My Grandmother Said

They just don’t know our stories,
(after being tear gassed by Israeli soldiers,
she held the cut onion, the hankie to her face) –
If they knew our stories, they would behave a different way.
They never sat around my small fire cracking almonds.
They don’t know I have a great sense of humor.
I never showed them what I keep inside my green trunk,
the tiny treasures I have left, since they took my house…
… if they saw them they might laugh,
the broken plate, the strip of cloth.
It might be good for them to laugh,
since they never smiled at us yet,
not even once. I don’t know where they came from
but I come from here, it was always my field,
I don’t care who owns it, it’s mine.
If you speak to the trees, they’ll speak back
not only with olives but a soft mixing of leaves
after the soldiers return to the city, or wherever else they go,
and the trees with their deep hearts apologize for all meanness,
I mean this, a rustling…
They just do not know.

Netanyahu

You don’t need a periscope
            or a microscope
to see another human being
            guiding a child
          hand on shoulder of a child
            arranging a coverlet over a sleeping child —

You don’t need a stethoscope
   to imagine a heartbeat.

What does it mean when one person thinks
            others deserve nothing?
               What is that called?

If you know what it is called why keep
            doing it?

You don’t need a skewer for broiling
            or a paring knife            for seeing inside.

Notes:
My Palestinian father, Aziz Shihab, was a newspaper journalist most of his life. Though generally a congenial, gracious spirit, he was highly annoyed by headlines that didn’t actually fit their stories—a more common predicament for print journalists than many might believe. He resented poor grammar—in English or Arabic—and was exquisitely careful with his own. And he was saddened by displays of inequity and small-mindedness—in society, religion, politics—and the ongoing false spins about the “great democracy of Israel,” when his own family had lost their home in Jerusalem in 1948 due to the occupying Zionist soldiers. It was all a sell-out: money, guilt, power. Why couldn’t a balanced country have been created instead, one which recognized that Palestinians were already conducting themselves and their precious lives on the same soil (do not for a minute, please, believe the empty desert-before-their-coming myth which Zionism has repeatedly tried to perpetuate)? It was a lifelong grief for him and he did everything he could—speaking, writing, advocating—to try to balance the “dark matter” of lies.

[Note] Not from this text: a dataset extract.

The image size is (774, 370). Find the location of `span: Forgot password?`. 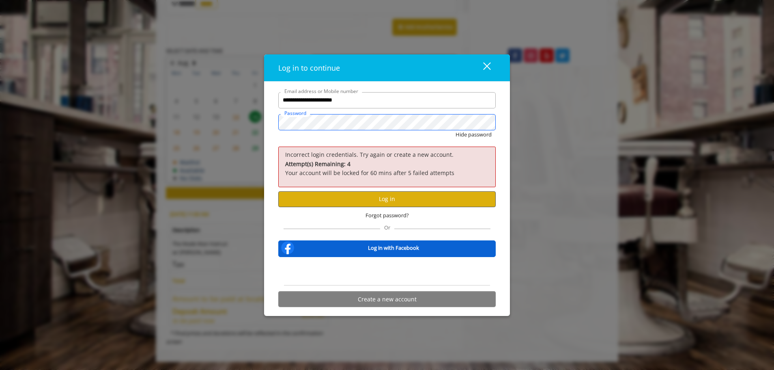

span: Forgot password? is located at coordinates (387, 215).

Why couldn’t we more easily imagine one another’s lives? Why was empathy so difficult? Former President of Israel Shimon Peres once said what surprised him most about getting to know Palestinians was, “that they had aspirations like ours.” Well, why wouldn’t they? Do I in my Texas home two hours north of Mexico imagine mothers across the border don’t love their sons as much I love mine? Since when did human imagination become so parched and puny?

Many regular citizens of Israel are able to appreciate Palestinians as human beings with traditions, skills, incredible patience and intelligence—and vice versa. Consider hospitals. Consider Hand in Hand Schools. Consider the fascinating and balanced-power Neve Shalom village, etc. Why can’t politicians with tons of cash behind them imagine a wider horizon of shared lives together, as regular citizens can, and do? Can anyone even imagine what a tremendous glowing society that might be? And how would this single shift change the sizzling, awful, underground energy of “terrorism”?

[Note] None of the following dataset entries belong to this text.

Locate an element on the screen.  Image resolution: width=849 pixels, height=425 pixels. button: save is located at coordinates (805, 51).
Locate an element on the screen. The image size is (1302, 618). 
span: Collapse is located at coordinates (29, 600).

But the “chosen” theory would have to die. You can’t have “chosen” and “unchosen” dwelling in easy harmony. (How these ongoing, seemingly endless inequities of consideration might connect to recent Paris crimes, or the popularity of extremism, or attitudes of American exceptionalism which suggest we are free to do whatever we like within other people’s borders, is a long discussion for smarter people. I do recall a South African driver asking me, at the moment the United States was invading and bombing Baghdad, what would Americans think about us if we did that in Algeria?)

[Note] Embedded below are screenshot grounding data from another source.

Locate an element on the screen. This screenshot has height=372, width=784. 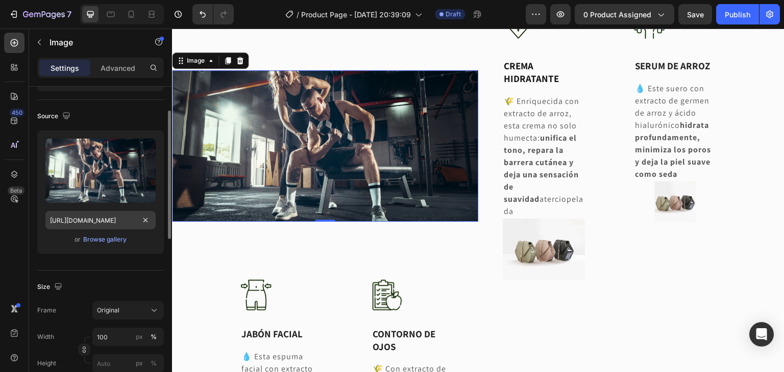
span: 0 product assigned is located at coordinates (617, 14).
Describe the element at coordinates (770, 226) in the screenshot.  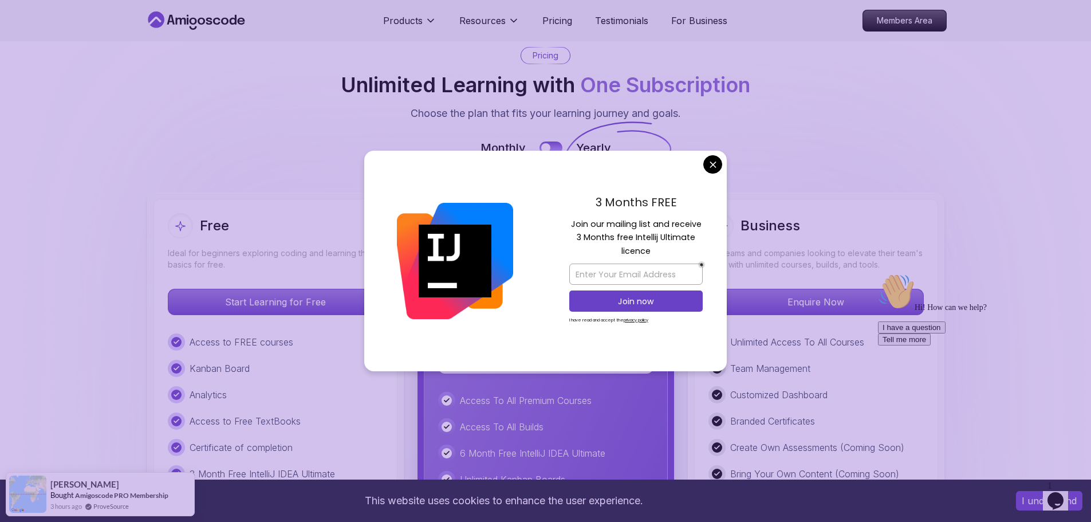
I see `h2: Business` at that location.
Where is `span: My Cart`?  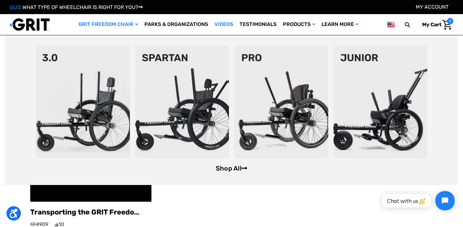
span: My Cart is located at coordinates (431, 24).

The current crop of Republican candidates, with their righteous spouting of devotion to Israel (never considering all the crimes against humanity Israel conducts on a daily basis, or the regular massacres of thousands of innocent Gazans, with American weapons, which gets almost zero press) would have disgusted my father. He would have turned his face away. I am almost glad he died so he didn’t have to hear them.


About the Author

Naomi Shihab Nye – Naomi Shihab Nye’s most recent books are The Turtle of Oman (Greenwillow), a novel for children, and Famous (Wings Press), a single poem illustrated by Lisa Desimini. She has written or edited thirty-five books and been a “visiting writer” all over the world for many years.